Effect of interface curvature on isothermal heat transfer in a hydrophobic microchannel with transverse ribs and cavities

2021 ◽  
Vol 167 ◽  
pp. 107014
Author(s):  
M.G. Arun ◽  
D. Dilip ◽  
S. Kumar Ranjith
Author(s):  
Ainul Haque ◽  
Ameeya Kumar Nayak

In this paper, a mathematical model has been developed to analyze the combined electroosmotic and pressure driven flow of power law fluids in a micro channel in the presence of Joule heating effects. The effects of Navier slip boundary condition and thermal radiation is examined for effective heat transfer in a hydrophobic microchannel. The analytical treatment has been performed for fluid flow and heat transfer effects in terms of flow governing parameters. This study highlights the effect of channel height to the electric double layer thickness and observed the flow variation due to heat transfer effect with the available scientific data. For a pure EOF, velocity slip have more significant role to get a maximum flow rate as expected. For both pseudo-plastic and dilatent fluids Nusselt number is decreased with the increment of the hydrophobic parameter and dimensionless pressure gradient where as increment in Joule heating effect enhance the heat transfer rate.


Author(s):  
Arya Chatterjee ◽  
Joel L. Plawsky ◽  
Peter C. Wayner

The constrained vapor bubble (CVB) experiment is an experiment to study the effect of low Bond numbers on the microscopic and macroscopic transport in a heat pipe. The microscopic (∼30 μm) contact line region, where the solid, liquid and vapor phase meet, is of fundamental importance in this study of fluid flow and heat transfer. This region, while dominated by interfacial forces, is controlled by the boundary conditions set by physics at the macroscopic scale (∼1 mm) on one side and the microscopic scale (∼ 0.1 μm) on the other. Recent experimental investigation by our group has shown that an effective means of changing the microscopic boundary conditions (the wettability of the fluid) is by introducing surface roughness at the nanoscale to the solid surface. Here we attempt to examine some of the experimental results in the light of a model. The model solves a nonlinear, fourth order evolution equation for the film thickness. It also provides the contact angle, interface curvature and heat transfer profile in the contact line region. The model agrees well with the experimental data. The presence of hydrodynamic slip at the solid liquid interface seems to improve the agreement.


Soft Matter ◽  
2009 ◽  
Vol 5 (12) ◽  
pp. 2407 ◽  
Author(s):  
Anders Lervik ◽  
Fernando Bresme ◽  
Signe Kjelstrup

2022 ◽  
Author(s):  
Blake Wilson ◽  
Steven Nielsen ◽  
Jaona Randrianalisoa ◽  
Zhenpeng Qin

Plasmonic gold nanoparticles (AuNPs) can convert laser irradiation into thermal energy and act as nano heaters in avariety of applications. Although the AuNP-water interface is an essential part of the plasmonic heating process,there is a lack of mechanistic understanding of how interface curvature and the heating itself impact interfacial heattransfer. Here, we report atomistic molecular dynamics simulations that investigate heat transfer through nanoscalegold-water interfaces. We confirmed that interfacial heat transfer is an important part of AuNP heat dissipation inAuNPs with diameter less than 100 nm, particularly for small particles with diameter≤10 nm. To account forvariations in the gold-water interaction strength reported in the literature, and to implicitly account for differentsurface functionalizations, we modeled a moderate and a poor AuNP-water wetting scenario. We found that thethermal interface conductance increases linearly with interface curvature regardless of the gold wettability, while itincreases non-linearly, or remains constant, with the applied heat flux under different wetting conditions. Our analysissuggests the curvature dependence of the interface conductance is due to the changes in interfacial water adsorption,while the temperature dependence is caused by heat-induced shifts in the distribution of water vibrational states.Our study advances the current understanding of interface thermal conductance for a broad range of applications.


## Your goal
Could you transcribe every entry below exactly, leaving out the pictures?

Figure collection entries
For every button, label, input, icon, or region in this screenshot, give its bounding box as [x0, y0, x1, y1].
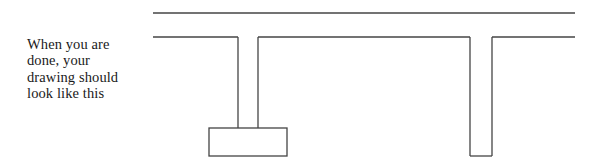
- i-beam-section-outline: [0, 0, 596, 168]
- foot-rectangle: [209, 128, 287, 156]
- figure-canvas: When you are done, your drawing should l…: [0, 0, 596, 168]
- line-drawing: [0, 0, 596, 168]
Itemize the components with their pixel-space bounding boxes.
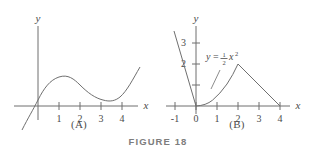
chart-panel-b: -1 0 1 2 3 4 2 3 x y <box>158 8 316 138</box>
figure-container: 1 2 3 4 x y (A) -1 0 <box>0 0 316 159</box>
panel-caption-b: (B) <box>158 118 316 130</box>
equation-numerator: 1 <box>222 51 225 58</box>
equation-denominator: 2 <box>222 59 225 66</box>
figure-caption: FIGURE 18 <box>0 136 316 147</box>
equation-exponent: 2 <box>235 50 238 57</box>
panel-caption-a: (A) <box>0 118 158 130</box>
parabola-curve-b <box>196 64 238 106</box>
descending-line-b <box>238 64 280 106</box>
equation-label-b: y = 1 2 x 2 <box>205 50 238 66</box>
y-tick-label-b-3: 3 <box>181 37 186 48</box>
y-axis-label-a: y <box>35 12 41 24</box>
equation-leader-line <box>211 70 220 89</box>
x-axis-label-a: x <box>143 99 149 111</box>
equation-variable: x <box>228 51 234 62</box>
y-axis-label-b: y <box>193 12 199 24</box>
chart-panel-a: 1 2 3 4 x y (A) <box>0 8 158 138</box>
x-axis-label-b: x <box>295 99 301 111</box>
equation-lhs: y <box>205 51 211 62</box>
equation-equals: = <box>213 51 219 62</box>
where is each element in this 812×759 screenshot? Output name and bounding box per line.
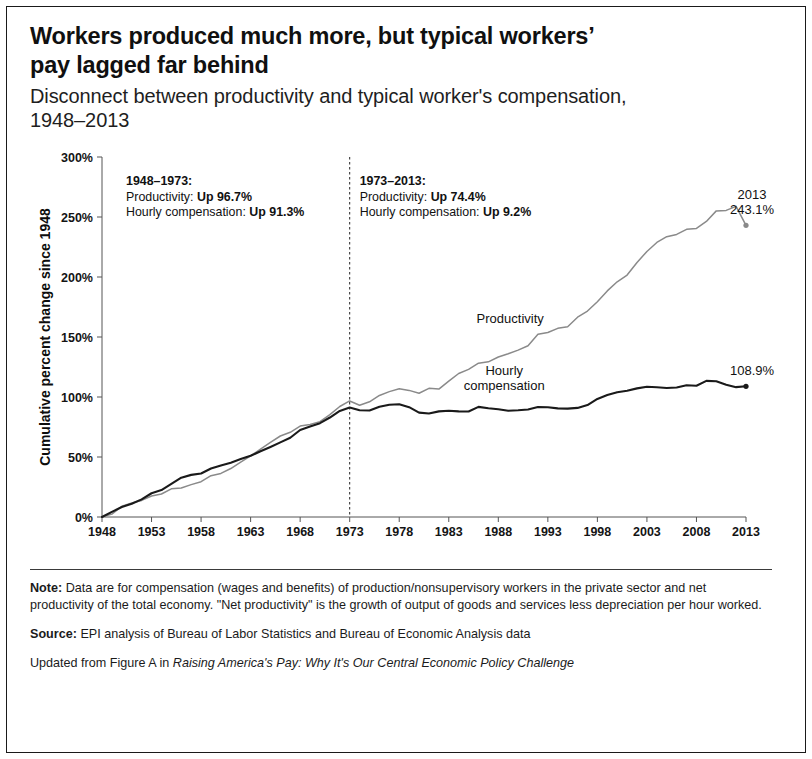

## Task solution
For every button, label, input, icon, or region in this screenshot, give its bounding box as [x0, y0, x1, y1].
- i-beam-section-outline: [0, 0, 596, 168]
- foot-rectangle: [209, 128, 287, 156]
- figure-canvas: When you are done, your drawing should l…: [0, 0, 596, 168]
- line-drawing: [0, 0, 596, 168]
Itemize the components with their pixel-space bounding boxes.
chart-panel-b: -1 0 1 2 3 4 2 3 x y <box>158 8 316 138</box>
figure-container: 1 2 3 4 x y (A) -1 0 <box>0 0 316 159</box>
panel-caption-b: (B) <box>158 118 316 130</box>
equation-numerator: 1 <box>222 51 225 58</box>
equation-denominator: 2 <box>222 59 225 66</box>
figure-caption: FIGURE 18 <box>0 136 316 147</box>
equation-exponent: 2 <box>235 50 238 57</box>
panel-caption-a: (A) <box>0 118 158 130</box>
parabola-curve-b <box>196 64 238 106</box>
descending-line-b <box>238 64 280 106</box>
equation-label-b: y = 1 2 x 2 <box>205 50 238 66</box>
y-tick-label-b-3: 3 <box>181 37 186 48</box>
y-axis-label-a: y <box>35 12 41 24</box>
equation-leader-line <box>211 70 220 89</box>
x-axis-label-a: x <box>143 99 149 111</box>
equation-variable: x <box>228 51 234 62</box>
y-axis-label-b: y <box>193 12 199 24</box>
chart-panel-a: 1 2 3 4 x y (A) <box>0 8 158 138</box>
x-axis-label-b: x <box>295 99 301 111</box>
equation-lhs: y <box>205 51 211 62</box>
equation-equals: = <box>213 51 219 62</box>
where is each element in this 812×759 screenshot? Output name and bounding box per line.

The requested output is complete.